Segment Open

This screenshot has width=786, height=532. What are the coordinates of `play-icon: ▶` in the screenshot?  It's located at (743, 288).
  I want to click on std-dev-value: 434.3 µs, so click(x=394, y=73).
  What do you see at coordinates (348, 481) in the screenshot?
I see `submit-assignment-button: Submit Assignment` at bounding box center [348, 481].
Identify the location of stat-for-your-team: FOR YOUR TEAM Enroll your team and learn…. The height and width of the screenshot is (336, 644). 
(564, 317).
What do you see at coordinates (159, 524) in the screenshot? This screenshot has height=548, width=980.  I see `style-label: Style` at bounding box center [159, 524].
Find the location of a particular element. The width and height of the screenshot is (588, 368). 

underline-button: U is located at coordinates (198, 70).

Segment Closed

## Task details
Set down each line exactly as it appears in the data.

## Result of this exercise
This screenshot has width=786, height=532. What are the coordinates of `play-icon: ▶` in the screenshot?  It's located at (743, 288).
  I want to click on std-dev-value: 434.3 µs, so click(x=394, y=73).
  What do you see at coordinates (348, 481) in the screenshot?
I see `submit-assignment-button: Submit Assignment` at bounding box center [348, 481].
Identify the location of stat-for-your-team: FOR YOUR TEAM Enroll your team and learn…. The height and width of the screenshot is (336, 644). 
(564, 317).
What do you see at coordinates (159, 524) in the screenshot? This screenshot has height=548, width=980.  I see `style-label: Style` at bounding box center [159, 524].
Find the location of a particular element. The width and height of the screenshot is (588, 368). 

underline-button: U is located at coordinates (198, 70).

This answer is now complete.